Bodmin manumissions

The Bodmin manumissions , Bodmin Gospels or St Petroc Gospels[1] is a manuscript in Latin, Saxon with the earliest written Cornish language glosses, which is thus of particular interest to language scholars and early Cornish historians. The manuscript was discovered by Thomas Rodd (b. 1796, d. 1849), a London bookseller and it was sold to the British Museum by Rodd in May 1833.[2] It is thought to have been made in Brittany - now part of France - and dates from the last quarter of the 9th century CE to 1st quarter of the 11th century CE.

Cornish Glosses

Recorded in the Old Cornish language, in the margins of a book of the Gospels,[3] are the names and details of slaves freed in Bodmin (the then principal town of Cornwall, an important religious centre) during the 9th or 10th centuries.[4] There is also an Old Cornish Vocabulary, an English – Latin vocabulary from around AD 1000 to which was added about a century later a Cornish translation. Some 961 Cornish words are recorded, ranging from celestial bodies, through church and craft occupations, to plants and animals.[5]

This, it is believed, is the only original record relating to Cornwall, or its Bishopric, which predates the Norman Conquest. The volume is in quarto, of rather an oblong form, and is very neatly written, though evidently by a scribe not well informed, or of great learning, even for those times. The entries seem to be contemporaneous with the manumissions which they record. The practice of manumitting slaves in the church, as recorded in the entries, appears to have existed from the early 4th century.[6]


Assignment
Identify every line in the records below that contains the word "with", and reproduce each one.

Information shown

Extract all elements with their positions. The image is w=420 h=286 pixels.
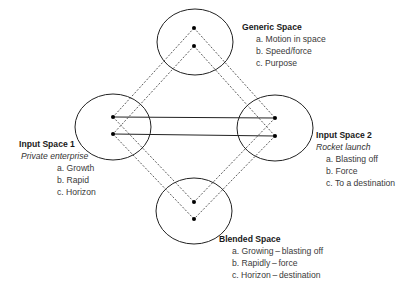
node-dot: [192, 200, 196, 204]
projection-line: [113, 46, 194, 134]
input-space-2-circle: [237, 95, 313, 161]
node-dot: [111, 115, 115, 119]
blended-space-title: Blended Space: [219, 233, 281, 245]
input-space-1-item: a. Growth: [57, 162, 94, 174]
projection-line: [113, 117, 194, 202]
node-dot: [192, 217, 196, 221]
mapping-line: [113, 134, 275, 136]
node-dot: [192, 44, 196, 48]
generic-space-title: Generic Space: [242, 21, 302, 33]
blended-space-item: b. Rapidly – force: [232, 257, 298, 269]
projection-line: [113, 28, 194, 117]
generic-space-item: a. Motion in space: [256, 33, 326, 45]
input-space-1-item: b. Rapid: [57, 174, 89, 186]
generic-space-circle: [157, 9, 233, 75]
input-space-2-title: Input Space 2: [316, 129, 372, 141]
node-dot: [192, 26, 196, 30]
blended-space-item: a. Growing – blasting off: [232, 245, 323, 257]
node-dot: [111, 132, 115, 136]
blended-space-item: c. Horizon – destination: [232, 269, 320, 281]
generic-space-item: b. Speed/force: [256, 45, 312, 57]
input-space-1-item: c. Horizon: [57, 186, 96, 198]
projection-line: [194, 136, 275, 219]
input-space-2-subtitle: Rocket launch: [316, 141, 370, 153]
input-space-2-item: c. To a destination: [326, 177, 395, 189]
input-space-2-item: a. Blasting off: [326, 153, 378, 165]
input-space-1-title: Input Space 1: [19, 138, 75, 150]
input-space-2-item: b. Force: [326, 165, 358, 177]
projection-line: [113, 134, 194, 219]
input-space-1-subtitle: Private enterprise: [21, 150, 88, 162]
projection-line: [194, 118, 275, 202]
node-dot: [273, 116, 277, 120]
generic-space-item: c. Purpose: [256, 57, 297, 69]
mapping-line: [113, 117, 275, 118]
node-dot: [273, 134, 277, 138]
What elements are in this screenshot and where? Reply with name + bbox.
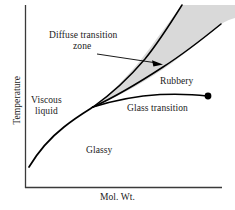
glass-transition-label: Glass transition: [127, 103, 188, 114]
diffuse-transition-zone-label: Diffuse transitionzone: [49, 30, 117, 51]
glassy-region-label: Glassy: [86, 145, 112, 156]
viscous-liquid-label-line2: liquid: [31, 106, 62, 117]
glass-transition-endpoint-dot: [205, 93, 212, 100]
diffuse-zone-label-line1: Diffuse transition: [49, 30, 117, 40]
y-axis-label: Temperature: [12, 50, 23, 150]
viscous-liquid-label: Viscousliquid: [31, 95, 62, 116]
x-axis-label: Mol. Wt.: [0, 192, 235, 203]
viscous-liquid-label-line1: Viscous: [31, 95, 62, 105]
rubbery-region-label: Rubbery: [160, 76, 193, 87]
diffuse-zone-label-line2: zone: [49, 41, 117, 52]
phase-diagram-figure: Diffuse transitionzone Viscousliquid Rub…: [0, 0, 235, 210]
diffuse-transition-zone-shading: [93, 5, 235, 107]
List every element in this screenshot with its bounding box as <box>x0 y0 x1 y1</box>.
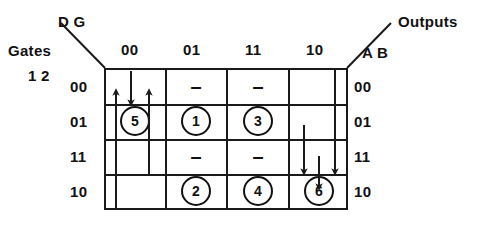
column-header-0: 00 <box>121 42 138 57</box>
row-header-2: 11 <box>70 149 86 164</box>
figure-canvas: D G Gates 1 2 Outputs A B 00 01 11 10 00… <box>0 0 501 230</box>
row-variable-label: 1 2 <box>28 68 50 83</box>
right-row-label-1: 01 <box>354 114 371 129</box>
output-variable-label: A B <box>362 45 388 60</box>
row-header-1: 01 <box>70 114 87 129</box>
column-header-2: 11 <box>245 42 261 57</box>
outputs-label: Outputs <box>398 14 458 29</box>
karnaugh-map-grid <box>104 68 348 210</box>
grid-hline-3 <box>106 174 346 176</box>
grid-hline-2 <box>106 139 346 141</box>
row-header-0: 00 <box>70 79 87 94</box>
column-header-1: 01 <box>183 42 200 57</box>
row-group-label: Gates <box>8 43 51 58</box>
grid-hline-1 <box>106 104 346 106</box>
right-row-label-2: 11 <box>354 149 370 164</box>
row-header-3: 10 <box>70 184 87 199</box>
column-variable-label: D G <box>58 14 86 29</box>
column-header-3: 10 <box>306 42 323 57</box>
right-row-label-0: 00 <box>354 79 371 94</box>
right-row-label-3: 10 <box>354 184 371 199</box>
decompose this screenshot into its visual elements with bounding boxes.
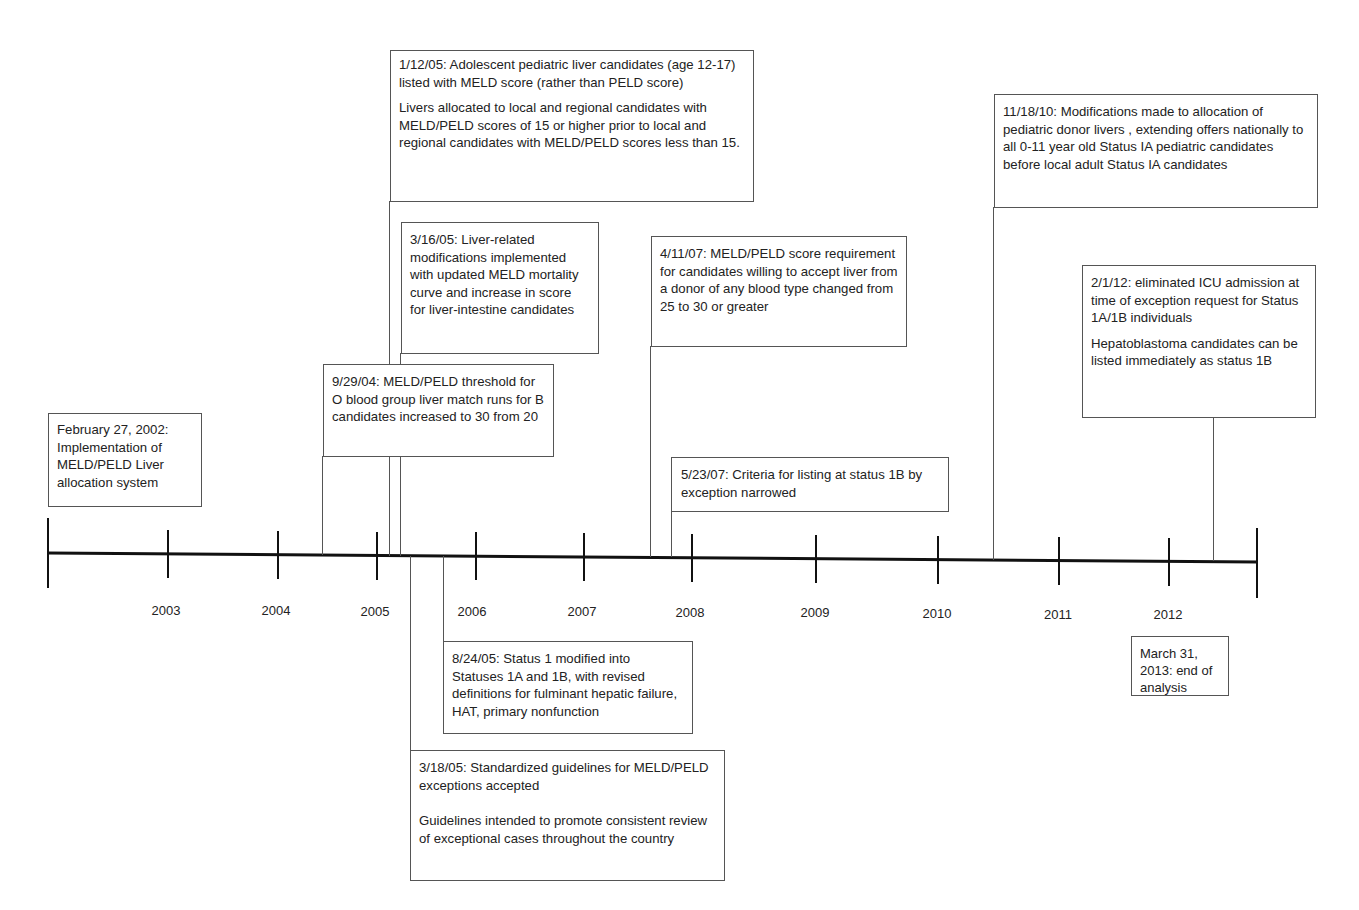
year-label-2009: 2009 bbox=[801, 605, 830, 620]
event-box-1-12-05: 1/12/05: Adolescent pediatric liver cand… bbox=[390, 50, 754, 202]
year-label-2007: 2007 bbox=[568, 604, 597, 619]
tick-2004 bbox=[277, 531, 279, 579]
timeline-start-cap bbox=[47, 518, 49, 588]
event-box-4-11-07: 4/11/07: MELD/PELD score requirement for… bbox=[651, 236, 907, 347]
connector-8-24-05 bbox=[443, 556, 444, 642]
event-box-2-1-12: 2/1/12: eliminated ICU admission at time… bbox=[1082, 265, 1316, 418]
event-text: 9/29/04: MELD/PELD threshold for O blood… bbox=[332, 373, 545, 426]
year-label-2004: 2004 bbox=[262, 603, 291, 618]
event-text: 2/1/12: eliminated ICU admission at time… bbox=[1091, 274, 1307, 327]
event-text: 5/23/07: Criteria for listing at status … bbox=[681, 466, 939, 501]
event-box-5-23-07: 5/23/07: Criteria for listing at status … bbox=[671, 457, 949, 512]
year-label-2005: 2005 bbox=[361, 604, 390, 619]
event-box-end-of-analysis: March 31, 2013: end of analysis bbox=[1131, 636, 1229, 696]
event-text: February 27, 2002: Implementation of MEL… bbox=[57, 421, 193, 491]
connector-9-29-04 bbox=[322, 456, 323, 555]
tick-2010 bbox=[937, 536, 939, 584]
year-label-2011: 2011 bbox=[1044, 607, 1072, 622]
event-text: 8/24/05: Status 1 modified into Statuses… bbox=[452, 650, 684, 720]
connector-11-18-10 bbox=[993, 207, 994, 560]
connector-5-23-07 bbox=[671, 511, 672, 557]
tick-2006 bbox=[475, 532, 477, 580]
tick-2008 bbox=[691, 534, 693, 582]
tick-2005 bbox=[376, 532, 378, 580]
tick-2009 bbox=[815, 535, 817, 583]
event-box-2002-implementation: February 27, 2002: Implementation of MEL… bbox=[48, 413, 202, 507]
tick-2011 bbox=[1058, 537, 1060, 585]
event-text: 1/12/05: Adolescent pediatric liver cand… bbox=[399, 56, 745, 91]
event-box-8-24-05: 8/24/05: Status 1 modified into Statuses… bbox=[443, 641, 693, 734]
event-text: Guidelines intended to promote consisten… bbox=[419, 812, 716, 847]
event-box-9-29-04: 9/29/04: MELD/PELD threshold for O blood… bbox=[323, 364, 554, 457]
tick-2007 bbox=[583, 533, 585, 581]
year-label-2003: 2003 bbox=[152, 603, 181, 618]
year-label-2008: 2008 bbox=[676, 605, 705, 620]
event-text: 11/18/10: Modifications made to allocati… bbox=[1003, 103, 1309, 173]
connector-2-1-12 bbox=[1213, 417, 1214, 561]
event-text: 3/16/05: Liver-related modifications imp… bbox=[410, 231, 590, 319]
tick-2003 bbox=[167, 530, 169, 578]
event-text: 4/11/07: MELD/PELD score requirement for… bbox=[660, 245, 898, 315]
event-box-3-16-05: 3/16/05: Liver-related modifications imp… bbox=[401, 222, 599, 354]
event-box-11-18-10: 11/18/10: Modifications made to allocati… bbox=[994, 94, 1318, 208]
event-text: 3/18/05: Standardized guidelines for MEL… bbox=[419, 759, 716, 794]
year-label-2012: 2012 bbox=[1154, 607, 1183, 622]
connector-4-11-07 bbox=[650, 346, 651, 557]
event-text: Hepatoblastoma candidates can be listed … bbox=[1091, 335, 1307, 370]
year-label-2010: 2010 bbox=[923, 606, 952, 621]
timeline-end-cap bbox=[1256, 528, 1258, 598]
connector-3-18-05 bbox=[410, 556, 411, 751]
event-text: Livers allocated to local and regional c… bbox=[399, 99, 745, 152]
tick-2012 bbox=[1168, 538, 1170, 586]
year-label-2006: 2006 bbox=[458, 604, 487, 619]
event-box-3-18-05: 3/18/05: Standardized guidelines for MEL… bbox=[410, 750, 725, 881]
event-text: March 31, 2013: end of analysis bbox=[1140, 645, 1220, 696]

--

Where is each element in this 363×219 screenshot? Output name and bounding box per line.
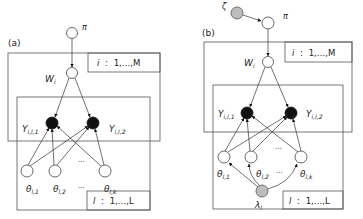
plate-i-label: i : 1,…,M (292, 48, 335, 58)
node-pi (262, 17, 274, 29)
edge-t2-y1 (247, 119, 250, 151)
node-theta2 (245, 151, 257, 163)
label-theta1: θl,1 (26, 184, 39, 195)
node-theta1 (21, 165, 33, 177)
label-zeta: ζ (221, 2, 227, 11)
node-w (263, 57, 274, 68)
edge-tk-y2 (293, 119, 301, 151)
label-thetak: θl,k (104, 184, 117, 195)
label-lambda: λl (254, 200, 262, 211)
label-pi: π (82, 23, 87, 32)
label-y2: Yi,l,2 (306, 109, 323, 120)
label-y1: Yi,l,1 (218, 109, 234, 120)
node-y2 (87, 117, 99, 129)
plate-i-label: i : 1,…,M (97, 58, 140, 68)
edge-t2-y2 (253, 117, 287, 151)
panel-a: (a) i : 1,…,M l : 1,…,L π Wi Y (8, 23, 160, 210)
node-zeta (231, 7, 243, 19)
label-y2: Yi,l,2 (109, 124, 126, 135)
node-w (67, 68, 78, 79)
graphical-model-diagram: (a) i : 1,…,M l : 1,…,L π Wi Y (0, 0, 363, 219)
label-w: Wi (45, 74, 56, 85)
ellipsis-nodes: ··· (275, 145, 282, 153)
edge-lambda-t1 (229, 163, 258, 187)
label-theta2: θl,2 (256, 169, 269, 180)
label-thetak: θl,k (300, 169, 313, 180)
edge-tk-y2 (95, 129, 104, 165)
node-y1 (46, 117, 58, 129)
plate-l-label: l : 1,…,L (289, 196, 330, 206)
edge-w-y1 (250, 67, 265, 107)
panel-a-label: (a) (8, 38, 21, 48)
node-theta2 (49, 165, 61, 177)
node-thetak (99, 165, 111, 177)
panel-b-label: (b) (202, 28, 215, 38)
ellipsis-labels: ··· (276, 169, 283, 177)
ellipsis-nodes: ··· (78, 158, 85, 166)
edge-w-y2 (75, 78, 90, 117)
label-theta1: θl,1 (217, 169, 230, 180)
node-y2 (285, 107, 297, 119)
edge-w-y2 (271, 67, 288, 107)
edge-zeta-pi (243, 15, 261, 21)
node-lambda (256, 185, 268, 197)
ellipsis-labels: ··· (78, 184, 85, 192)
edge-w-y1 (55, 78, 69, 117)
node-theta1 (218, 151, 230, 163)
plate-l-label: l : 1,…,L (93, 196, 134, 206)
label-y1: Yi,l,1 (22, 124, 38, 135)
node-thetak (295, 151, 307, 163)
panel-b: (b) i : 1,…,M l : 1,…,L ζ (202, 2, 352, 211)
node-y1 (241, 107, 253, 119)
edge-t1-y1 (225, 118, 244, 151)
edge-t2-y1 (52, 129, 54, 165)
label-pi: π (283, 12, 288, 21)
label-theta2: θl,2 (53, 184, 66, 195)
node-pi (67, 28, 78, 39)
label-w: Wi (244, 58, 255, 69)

Answer box
Extract all elements with their positions. The image is w=420 h=286 pixels.
What elements are in this screenshot and where? Reply with name + bbox.
List every element in this screenshot with its bounding box as <box>x0 y0 x1 y1</box>.
decompose this screenshot into its visual elements with bounding boxes.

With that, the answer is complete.